Zombie movies, even more than other types of horror movies, are kind of like Westerns. The specific background of how the characters got to where they start doesn't matter; the science or taxonomy of the monsters is secondary. The important part is that, like the western, you have people who have the ideals of a rational world, one with laws, ethics, and protection, trying to handle a world without them. David Morlet's Mutants doesn't break a lot of new ground in the field, but what it does come up with is worth seeing.

It opens with an ambulance screaming down a country road. Marco (Francis Renaud) is driving. Sonia (Hélène de Fougerolles), an EMT, is trying to treat a patient in the back; the is starting starting to turn into one of the mindless cannibals that has plunged the nation into chaos since summer. Perez (Marie-Sohna Conde), a hard-bitten soldier, is ready to cut their losses; she's also trying to raise NOAH, the government health/emergency management organization, on the radio. Stopping for gas, they come across a man who may have turned or may simply be autistic. More cannibals are heard. Guns come out. By the time they arrive at a large, abandoned building in the forest, their numbers have already been reduced, Marco has been bitten, although Sonia has reason to think that they have a chance if they can hold out long enough for the army to pick them up. Unfortunately, the first person to answer their radio call, Frank (Nicolas Briançon), isn't from the government.

There is clearly a great deal of 28 Days Later in the DNA of Mutants, although it makes some interesting contributions to the genre. The most interesting is how it adopts a somewhat realistic approach to how the virus affects the victims: In most zombie/ghoul/biohorror movies, it's close to instantaneous after an initial incubation period; Morlet has it attack Marco gradually, tormenting him, chipping away at his mental state, ebbing and strengthening almost randomly. It's in some ways even more horrifying than the physical attacks, because it gets at our sense of self. If Sonia is unable to stop the process, there won't be a single moment when Marco dies and his body becomes a zombie; just a gray area where you can't say exactly which he is.

Full review at EFC.

DJ XL5's Razzle Dazzle Zappin' Party

N/A (out of four)
Seen 15 July 2009 at Concordia Theatre Hall (Fantasia Festival)

The pros didn't stick around for the Zappin' Party, although I didn't really give them a hard sell. It is something you want to do at least once as part of the Fantasia Experience, to get an idea of just how much this thing is a community as well as a festival - though, to be fair, I didn't partake until last year (my fourth), the first time I had the block free.

It is, objectively, mostly not very good, filled with a ton of inside jokes and deliberately chincy parodies.
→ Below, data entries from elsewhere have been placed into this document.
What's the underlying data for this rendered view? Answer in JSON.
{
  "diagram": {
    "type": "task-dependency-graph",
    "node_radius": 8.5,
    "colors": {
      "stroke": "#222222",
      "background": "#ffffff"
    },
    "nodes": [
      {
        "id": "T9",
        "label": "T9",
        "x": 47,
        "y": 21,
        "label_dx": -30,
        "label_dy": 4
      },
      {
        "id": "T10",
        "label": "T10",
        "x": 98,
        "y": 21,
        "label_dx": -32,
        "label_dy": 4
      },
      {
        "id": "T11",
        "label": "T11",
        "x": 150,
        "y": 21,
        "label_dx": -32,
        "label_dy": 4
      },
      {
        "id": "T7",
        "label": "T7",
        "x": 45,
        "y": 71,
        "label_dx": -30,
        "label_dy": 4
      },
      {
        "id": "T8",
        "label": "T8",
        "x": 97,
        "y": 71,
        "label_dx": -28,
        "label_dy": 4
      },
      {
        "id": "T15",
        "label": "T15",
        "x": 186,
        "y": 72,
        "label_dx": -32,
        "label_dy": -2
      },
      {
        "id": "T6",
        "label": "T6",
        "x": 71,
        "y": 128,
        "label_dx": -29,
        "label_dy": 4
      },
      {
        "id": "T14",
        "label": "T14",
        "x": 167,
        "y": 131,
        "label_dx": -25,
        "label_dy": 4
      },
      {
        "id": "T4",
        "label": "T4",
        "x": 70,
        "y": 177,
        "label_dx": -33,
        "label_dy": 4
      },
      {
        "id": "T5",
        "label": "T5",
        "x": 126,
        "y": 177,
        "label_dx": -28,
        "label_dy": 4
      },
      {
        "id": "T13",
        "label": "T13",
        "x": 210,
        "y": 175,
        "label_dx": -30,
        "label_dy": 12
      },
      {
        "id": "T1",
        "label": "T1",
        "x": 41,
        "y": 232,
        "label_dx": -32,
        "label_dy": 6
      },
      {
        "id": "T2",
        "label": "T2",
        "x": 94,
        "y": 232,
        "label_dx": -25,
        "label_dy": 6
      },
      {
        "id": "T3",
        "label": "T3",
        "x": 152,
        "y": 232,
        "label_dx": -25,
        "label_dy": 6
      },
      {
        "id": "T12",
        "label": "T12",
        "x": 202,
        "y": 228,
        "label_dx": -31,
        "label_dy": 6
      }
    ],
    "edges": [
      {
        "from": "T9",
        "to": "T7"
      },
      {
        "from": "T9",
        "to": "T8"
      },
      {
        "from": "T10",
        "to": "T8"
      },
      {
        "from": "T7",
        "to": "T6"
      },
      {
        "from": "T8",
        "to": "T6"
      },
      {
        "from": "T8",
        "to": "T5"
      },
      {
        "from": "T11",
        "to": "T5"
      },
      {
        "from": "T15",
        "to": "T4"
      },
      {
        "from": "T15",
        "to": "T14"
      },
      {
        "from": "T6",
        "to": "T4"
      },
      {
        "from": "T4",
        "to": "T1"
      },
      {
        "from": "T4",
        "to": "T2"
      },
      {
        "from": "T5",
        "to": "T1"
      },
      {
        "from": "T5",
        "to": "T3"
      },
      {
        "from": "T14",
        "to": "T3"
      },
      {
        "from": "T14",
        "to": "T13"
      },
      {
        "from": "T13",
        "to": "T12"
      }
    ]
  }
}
There are a few nuggets of god worth sifting for:

* "Starlight" - a funny CGI piece about the how the hole in the ozone layer is affecting Antartica's penguins.

* "Jazz with a General Problem" and "Iron Man vs. Bruce Lee" - enjoyable stop-motion toy animation, and you could probably sell many nostalgic nerds like me a transforming General Lee.

* "Deathspiel" - Zombie curling.

* "Momma" - the rare piece of straight horror in among the parodies, a chilling mood piece about two children worried that their mother will wake up.

... plus, I also finally realized that festival president Pierre Corbeil and DJ XL5 are the same person. Unless my meager french screwed that up last night and I'm a fool now rather than a fool before.


My plan for today was Slam-Bang, Gushing Prayer, and Hells; Lesbian Vampire Slayers (5pm, Hall) was recommended, but I'm apparently falling further and further behind.

Friday's plan looks like GS Wonderland (if I can finish work early), Instant Swamp, "Outer Limits of Animation", Les Lascars, The Chaser (or maybe the other screening of GS Wonderland, if work doesn't co-operate), and Arcanum.